◆ THE PROBLEM:
Only the lines from the one with "The image size is (1021, 574)." through the last belong in the output; print them exactly as given below.
____ INFORMATION PROVIDED
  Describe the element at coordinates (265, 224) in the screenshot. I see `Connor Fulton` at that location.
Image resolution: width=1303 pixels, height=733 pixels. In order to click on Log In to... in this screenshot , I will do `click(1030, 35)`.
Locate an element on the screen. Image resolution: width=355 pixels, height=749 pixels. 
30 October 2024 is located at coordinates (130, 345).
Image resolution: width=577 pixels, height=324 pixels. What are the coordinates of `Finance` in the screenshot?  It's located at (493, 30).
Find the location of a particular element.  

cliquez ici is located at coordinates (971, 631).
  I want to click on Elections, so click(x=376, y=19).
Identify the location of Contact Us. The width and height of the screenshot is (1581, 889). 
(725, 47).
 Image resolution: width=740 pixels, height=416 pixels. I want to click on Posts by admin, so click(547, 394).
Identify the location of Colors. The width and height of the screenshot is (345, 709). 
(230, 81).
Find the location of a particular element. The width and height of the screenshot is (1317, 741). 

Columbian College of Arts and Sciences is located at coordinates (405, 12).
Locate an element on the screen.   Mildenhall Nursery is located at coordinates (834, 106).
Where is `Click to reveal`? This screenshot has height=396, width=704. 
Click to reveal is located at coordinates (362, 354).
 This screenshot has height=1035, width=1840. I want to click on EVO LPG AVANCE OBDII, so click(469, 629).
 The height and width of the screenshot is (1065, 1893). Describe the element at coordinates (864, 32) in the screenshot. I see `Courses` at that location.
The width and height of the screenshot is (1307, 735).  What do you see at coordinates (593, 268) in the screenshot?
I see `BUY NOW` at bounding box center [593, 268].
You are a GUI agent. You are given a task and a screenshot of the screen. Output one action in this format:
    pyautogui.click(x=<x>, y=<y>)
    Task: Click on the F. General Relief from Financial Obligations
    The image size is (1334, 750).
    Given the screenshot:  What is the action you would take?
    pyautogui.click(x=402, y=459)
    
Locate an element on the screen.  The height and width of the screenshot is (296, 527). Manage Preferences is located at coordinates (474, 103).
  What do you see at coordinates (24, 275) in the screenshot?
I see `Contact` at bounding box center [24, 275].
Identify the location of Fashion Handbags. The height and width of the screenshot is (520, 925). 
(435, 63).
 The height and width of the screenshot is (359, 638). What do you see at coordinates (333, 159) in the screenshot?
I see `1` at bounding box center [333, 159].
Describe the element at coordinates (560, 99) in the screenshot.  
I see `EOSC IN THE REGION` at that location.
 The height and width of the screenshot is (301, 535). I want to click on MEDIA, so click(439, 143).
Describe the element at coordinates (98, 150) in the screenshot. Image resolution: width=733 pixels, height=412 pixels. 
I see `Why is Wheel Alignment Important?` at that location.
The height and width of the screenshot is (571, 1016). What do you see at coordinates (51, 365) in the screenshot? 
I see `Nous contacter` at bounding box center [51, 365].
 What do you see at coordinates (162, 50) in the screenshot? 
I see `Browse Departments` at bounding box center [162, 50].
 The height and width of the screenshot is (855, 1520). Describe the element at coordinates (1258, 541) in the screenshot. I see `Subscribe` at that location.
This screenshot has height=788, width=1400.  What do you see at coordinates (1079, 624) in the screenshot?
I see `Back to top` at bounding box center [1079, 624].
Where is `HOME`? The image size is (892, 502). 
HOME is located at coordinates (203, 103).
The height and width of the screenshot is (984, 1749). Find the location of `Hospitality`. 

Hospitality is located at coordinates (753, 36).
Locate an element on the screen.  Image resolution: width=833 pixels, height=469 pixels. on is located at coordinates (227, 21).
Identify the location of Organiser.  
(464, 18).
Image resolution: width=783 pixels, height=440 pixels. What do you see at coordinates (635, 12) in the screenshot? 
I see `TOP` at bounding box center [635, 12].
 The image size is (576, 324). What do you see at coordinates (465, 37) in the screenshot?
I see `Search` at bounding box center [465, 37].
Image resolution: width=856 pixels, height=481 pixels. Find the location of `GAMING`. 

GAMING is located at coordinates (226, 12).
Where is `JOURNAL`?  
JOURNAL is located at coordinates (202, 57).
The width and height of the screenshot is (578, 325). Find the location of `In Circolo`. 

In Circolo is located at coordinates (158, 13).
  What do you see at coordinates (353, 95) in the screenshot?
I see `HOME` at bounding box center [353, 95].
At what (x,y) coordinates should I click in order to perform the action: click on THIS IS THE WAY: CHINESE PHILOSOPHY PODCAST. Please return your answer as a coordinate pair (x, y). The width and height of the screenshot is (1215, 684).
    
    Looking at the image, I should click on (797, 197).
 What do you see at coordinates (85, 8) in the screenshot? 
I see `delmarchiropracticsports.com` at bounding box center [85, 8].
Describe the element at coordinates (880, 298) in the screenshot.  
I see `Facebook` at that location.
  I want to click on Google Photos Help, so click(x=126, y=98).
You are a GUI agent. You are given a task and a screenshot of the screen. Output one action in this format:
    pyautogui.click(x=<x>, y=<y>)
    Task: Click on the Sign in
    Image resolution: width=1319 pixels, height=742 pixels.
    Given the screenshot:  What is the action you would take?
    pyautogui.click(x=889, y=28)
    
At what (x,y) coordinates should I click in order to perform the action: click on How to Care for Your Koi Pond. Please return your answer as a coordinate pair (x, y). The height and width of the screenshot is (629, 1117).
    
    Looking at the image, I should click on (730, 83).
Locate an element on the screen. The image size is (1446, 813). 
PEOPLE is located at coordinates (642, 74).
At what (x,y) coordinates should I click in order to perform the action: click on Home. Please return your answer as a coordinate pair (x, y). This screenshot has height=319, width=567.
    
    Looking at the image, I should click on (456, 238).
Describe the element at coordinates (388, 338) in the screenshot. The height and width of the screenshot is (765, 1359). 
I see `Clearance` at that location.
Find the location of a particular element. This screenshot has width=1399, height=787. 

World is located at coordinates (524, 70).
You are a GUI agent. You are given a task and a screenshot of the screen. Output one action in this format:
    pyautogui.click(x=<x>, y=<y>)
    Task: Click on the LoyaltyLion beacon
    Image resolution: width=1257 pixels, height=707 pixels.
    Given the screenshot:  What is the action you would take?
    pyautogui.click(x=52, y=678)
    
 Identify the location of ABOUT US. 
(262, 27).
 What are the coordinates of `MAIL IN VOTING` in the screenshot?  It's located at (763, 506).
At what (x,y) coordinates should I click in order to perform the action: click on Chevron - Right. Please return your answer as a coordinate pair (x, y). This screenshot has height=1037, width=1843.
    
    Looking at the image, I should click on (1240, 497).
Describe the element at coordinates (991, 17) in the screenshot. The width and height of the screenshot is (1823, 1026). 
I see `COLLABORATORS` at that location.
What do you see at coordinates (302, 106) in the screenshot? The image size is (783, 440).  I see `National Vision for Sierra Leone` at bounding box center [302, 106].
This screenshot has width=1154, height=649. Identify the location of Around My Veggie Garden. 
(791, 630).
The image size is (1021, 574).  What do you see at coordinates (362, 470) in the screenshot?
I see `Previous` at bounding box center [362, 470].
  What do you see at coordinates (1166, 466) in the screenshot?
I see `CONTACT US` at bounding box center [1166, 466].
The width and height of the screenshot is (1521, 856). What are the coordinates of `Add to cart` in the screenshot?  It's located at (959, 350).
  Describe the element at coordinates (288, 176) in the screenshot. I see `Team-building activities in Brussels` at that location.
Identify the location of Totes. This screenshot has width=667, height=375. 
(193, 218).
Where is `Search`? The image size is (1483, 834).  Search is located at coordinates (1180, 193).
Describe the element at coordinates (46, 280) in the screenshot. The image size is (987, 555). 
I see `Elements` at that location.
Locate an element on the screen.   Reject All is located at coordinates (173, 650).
________
◆ EXERCISE OUTPUT:
The image size is (1021, 574).  What do you see at coordinates (362, 470) in the screenshot?
I see `Previous` at bounding box center [362, 470].
  What do you see at coordinates (1166, 466) in the screenshot?
I see `CONTACT US` at bounding box center [1166, 466].
The width and height of the screenshot is (1521, 856). What are the coordinates of `Add to cart` in the screenshot?  It's located at (959, 350).
  Describe the element at coordinates (288, 176) in the screenshot. I see `Team-building activities in Brussels` at that location.
Identify the location of Totes. This screenshot has width=667, height=375. 
(193, 218).
Where is `Search`? The image size is (1483, 834).  Search is located at coordinates (1180, 193).
Describe the element at coordinates (46, 280) in the screenshot. The image size is (987, 555). 
I see `Elements` at that location.
Locate an element on the screen.   Reject All is located at coordinates (173, 650).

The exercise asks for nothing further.